Saturday, January 8, 2011

On backpacks and getting older

I love my backpack. It enables me to carry a lot of stuff with me wherever I go and I can keep my hands free while I walk. It's an everyday backpack (not some mammoth hiking lover's thing), and it serves the same function as a purse does for others. I realize that wearing a backpack probably fixes me as the real-life caricature of your beer-loving, slack-jawed thirty-something graduate student who is "still working on my dissertation." (Cf. Bart Simpson's disturbingly apt take on the lifestyle.) But as long as it is professionally feasible and I am physically able, I'll continue to wear it.

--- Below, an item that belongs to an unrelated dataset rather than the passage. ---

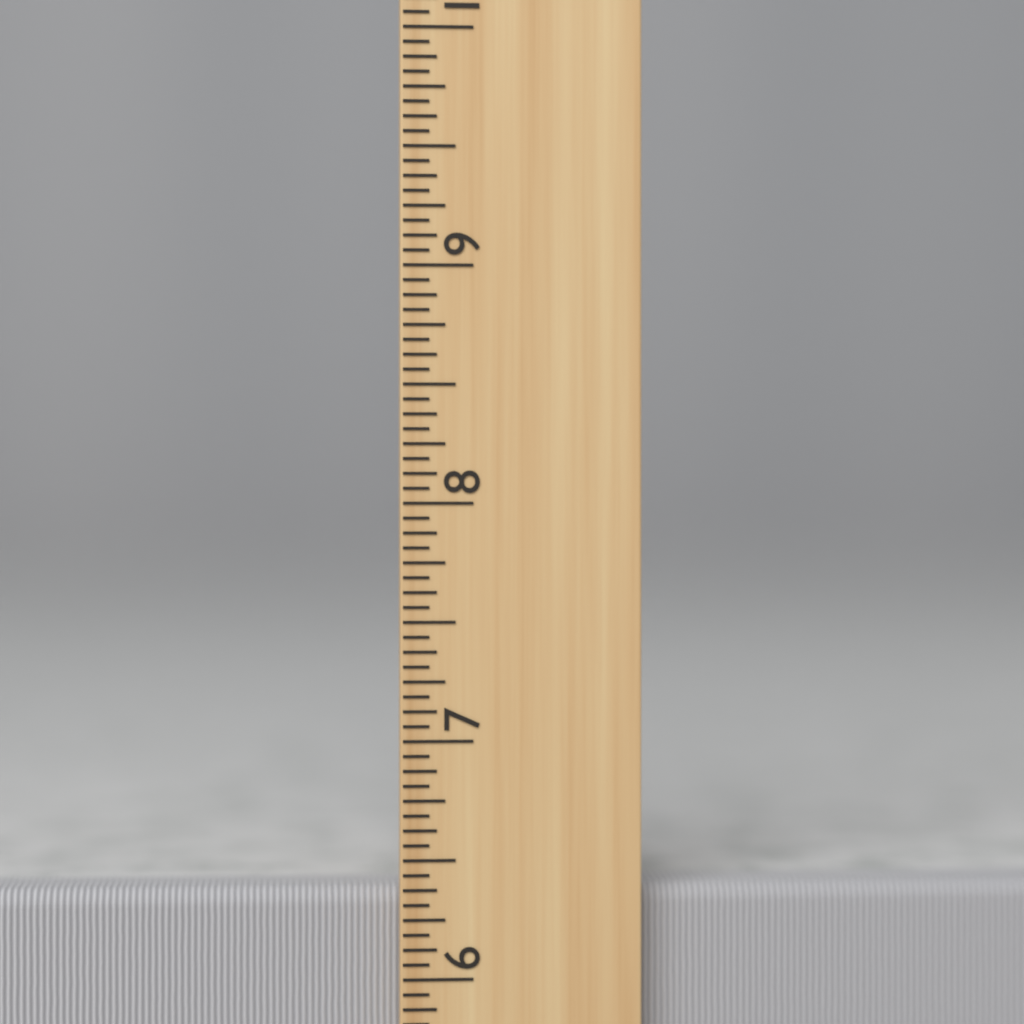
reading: 6.3750 inch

The "physically able" part might, someday, be a challenge. A certain professor (probably in his 60s) I know and who I've TA'd for a couple times once commented on all the students who wear backpacks that they're taking their ability to wear backpacks for granted. This professor has back pains that prevent him from carrying anything too heavy, and he couldn't probably sport a backpack if he wanted to.

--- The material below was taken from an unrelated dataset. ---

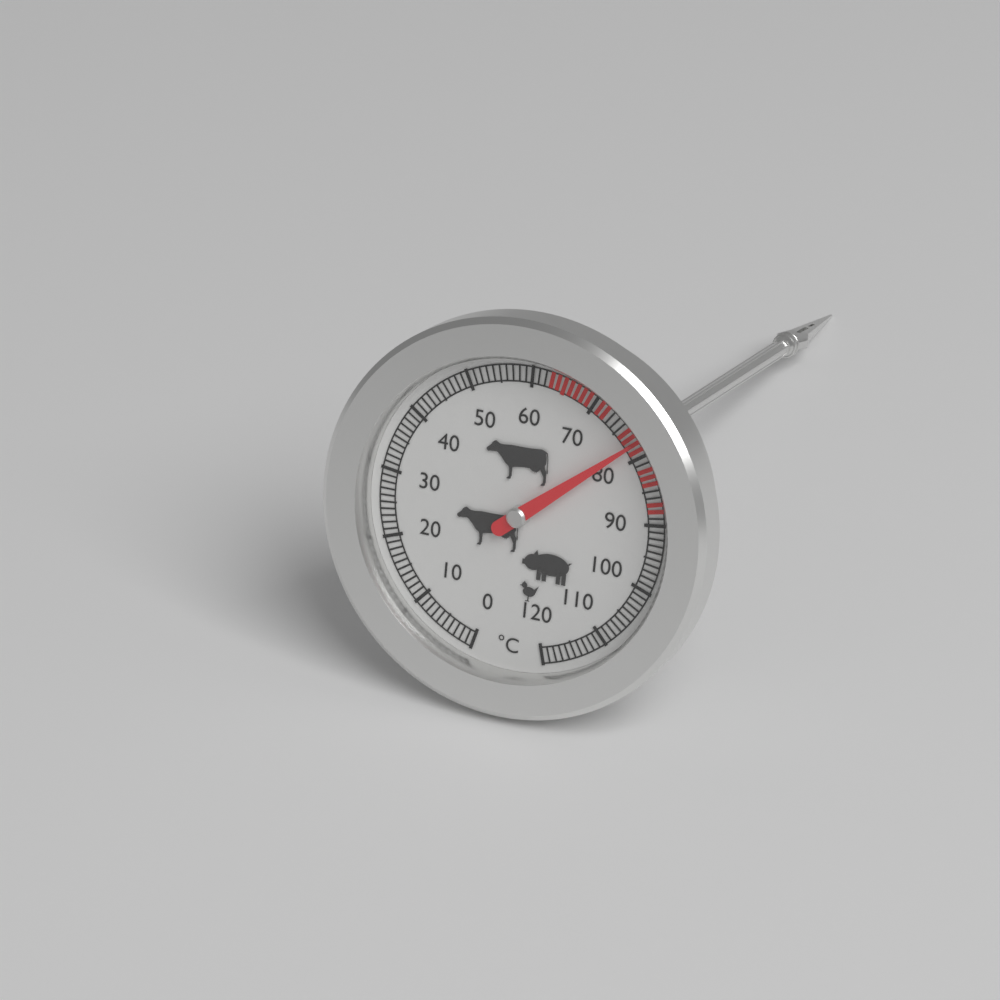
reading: 78 °C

I'm not there yet. In fact, I have always (knock on wood) been physically healthy for the most part. But I can say that when I (at 37 years old) wear my backpack now, I feel it more than I used to. It doesn't hurt, and it's not too heavy, but I do feel it. I'm more aware of wearing it. As much as I like my backpack, I sometimes have a brief thought of "wouldn't it be nice not to have to put it on?"